Tompkins and Chilean Government Minister Juan Villarzu
signed an agreement by which the California clothing magnate,
who has bought an area of forest larger than Rhode Island, will
donate the land to an environmental foundation led by his
supporters.

He will also allow roads and power transmission wires to be
built over the land -- a spectacular expanse of mountains,
fjords and glaciers -- if ``there is a public interest at
stake,'' the agreement said.

In exchange, President Eduardo Frei's government will back
the project against its many foes, including the powerful
military and the big business community, who accuse Tompkins of
wanting to stop Chile's economic development.

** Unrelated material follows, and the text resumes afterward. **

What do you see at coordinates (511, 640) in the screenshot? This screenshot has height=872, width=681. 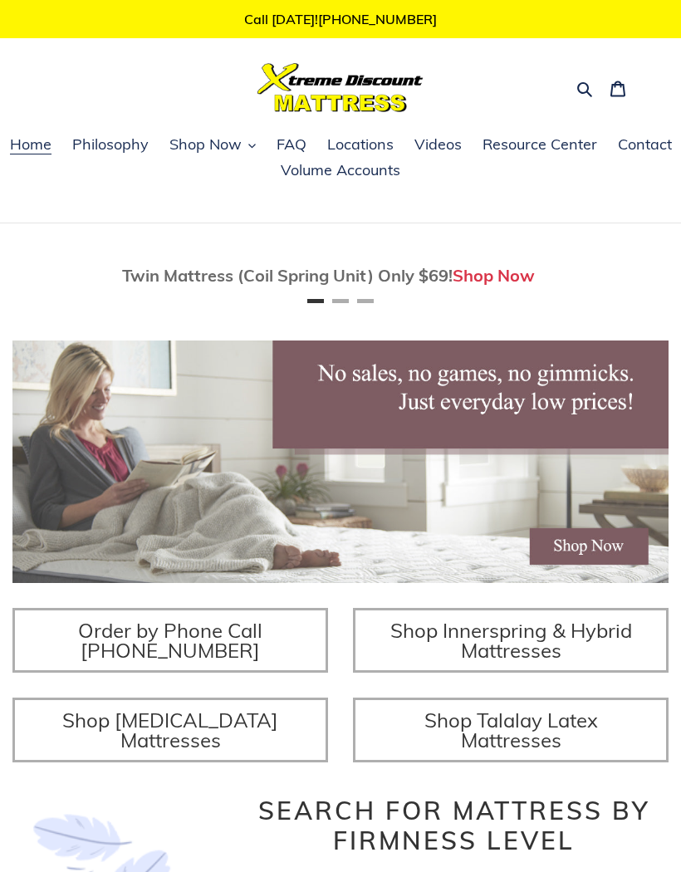 I see `span: Shop Innerspring & Hybrid Mattresses` at bounding box center [511, 640].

``This is no mere gentlemen's agreement,'' Villarzu said
after the signing. ``This is an agreement that will allow a
project of great value to become a reality.''

``Mr Tompkins has bought these lands and he has every right
to do so. He has come to Chile like any other foreign investor
and since that's the case, the government will not stand in his
way,'' Villarzu told a news conference in Chile's Moneda
presidential palace.

Villarzu said reports that Tompkins had pressured local
settlers to sell to him were ``groundless.''

Tompkins, multi-millionaire founder of the Esprit clothing
chain, said he has spent about $16 million in buying up vast
tracts of rare temperate rain forest on the southern Chilean
coast.

Seeing himself as an eco-philanthropist, Tompkins has said
he wants to turn the land over to a private Chilean foundation
on the condition it be opened to the public for tourism. He and
his wife live in a simple wooden house in one corner of the
park, amid organic gardens.

But the project, begun in the early 1990s with help from
Chilean environmental groups, ran into opposition from the
military who considered him a threat to national security
because his land stretches from the coast to the Argentine
border -- cutting Chile in two.

Conservative business leaders accused him of bankrolling
Chile's environmental movement and called on the government to
expel him. He also met hostility from much of the country's
rightist news media, with one television station implying he was
a CIA spy.

Villarzu, Frei's top political adviser, said the government
had weighed all the concerns and that ``all Chileans can rest
easy with the agreement.''

Tompkins said he was happy with the agreement because it
will allow him to turn nearly all his land into a ``nature
sanctuary,'' an official status which allows very limited
development but not total protection.

``This agreement is really just putting on paper some
things that are obvious. It dispels some of the unwarranted
attacks,'' he said. ``And it gives us the help of the
government, which we need because we can't have the government
against us.''

In the agreement's key paragraph, the government says it
''has studied the project ... and declares its willingness to
collaborate in its completion.''

The agreement calls for Tompkins to turn the land over to a
seven-member foundation, of which his Parque Pumalin Foundation
will name four, with the other three divided between academics
and a Roman Catholic bishop. Tompkins will also desist from
buying more large tracts of land, which he has said he is not
interested in doing anyway.

``I've had enough headaches with this already,'' he said.